The Groningen protocol is problematic because it is based on somebody
else's assessment of a child's quality of life.
Bishop Elio Sgreccia, president of the Pontifical Academy for Life,
criticized this guideline, since "the child or newborn infant is not
capable of evaluating or defining his suffering as unbearable; the
person who assesses it is the doctor, and those who consent and decide
are relatives. Incidentally, is not this an issue of their own
suffering?"
"Quality of Life and Ethics of Health" was precisely the theme of the
annual meeting of the academy last month. On this occasion, John Paul II
recalled that very often "the so-called quality of life is interpreted
primarily or exclusively as economic efficiency, inordinate consumerism,
physical beauty and pleasure." (Evangelium Vitae N. 23). The
Pope emphasized that every person has inherent dignity that "should be
recognized and respected in any condition of health, infirmity or
disability."
Nicky — or rather — Lady Chapman would agree with this assessment.
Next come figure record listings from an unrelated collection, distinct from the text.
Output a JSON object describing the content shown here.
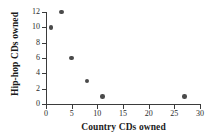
{
  "chart_data": {
    "type": "scatter",
    "title": "",
    "xlabel": "Country CDs owned",
    "ylabel": "Hip-hop CDs owned",
    "xlim": [
      0,
      30
    ],
    "ylim": [
      0,
      12
    ],
    "xticks": [
      0,
      5,
      10,
      15,
      20,
      25,
      30
    ],
    "yticks": [
      0,
      2,
      4,
      6,
      8,
      10,
      12
    ],
    "grid": false,
    "legend": null,
    "marker_color": "#4a4a4a",
    "axis_color": "#3b3b3b",
    "background_color": "#ffffff",
    "points": [
      {
        "x": 1,
        "y": 10
      },
      {
        "x": 3,
        "y": 12
      },
      {
        "x": 5,
        "y": 6
      },
      {
        "x": 8,
        "y": 3
      },
      {
        "x": 11,
        "y": 1
      },
      {
        "x": 27,
        "y": 1
      }
    ]
  }
}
Employing her newfound status, Baroness Chapman of Reeds is actively
working against legislation in the United Kingdom that could pave the
way to euthanasia.
As she adeptly maneuvers her electric wheelchair in the House of
Lords, it is chilling to think of that doctor's long-distant diagnosis
that she had "no noticeable mental functions."
"That is a little bit different from what I have managed to achieve
and where I am today," she commented.
ACKNOWLEDGEMENT
Father Joseph Tham, L.C. "From Euthanasia to Infanticide."
National Catholic Register. (April 3-9, 2005).
This article is reprinted with permission from National Catholic
Register. All rights reserved. To subscribe to the National
Catholic Register call 1-800-421-3230.
THE AUTHOR
Legionary Father Joseph Tham is a medical doctor and teaches at the
school of bioethics at the Regina Apostolorum University in Rome.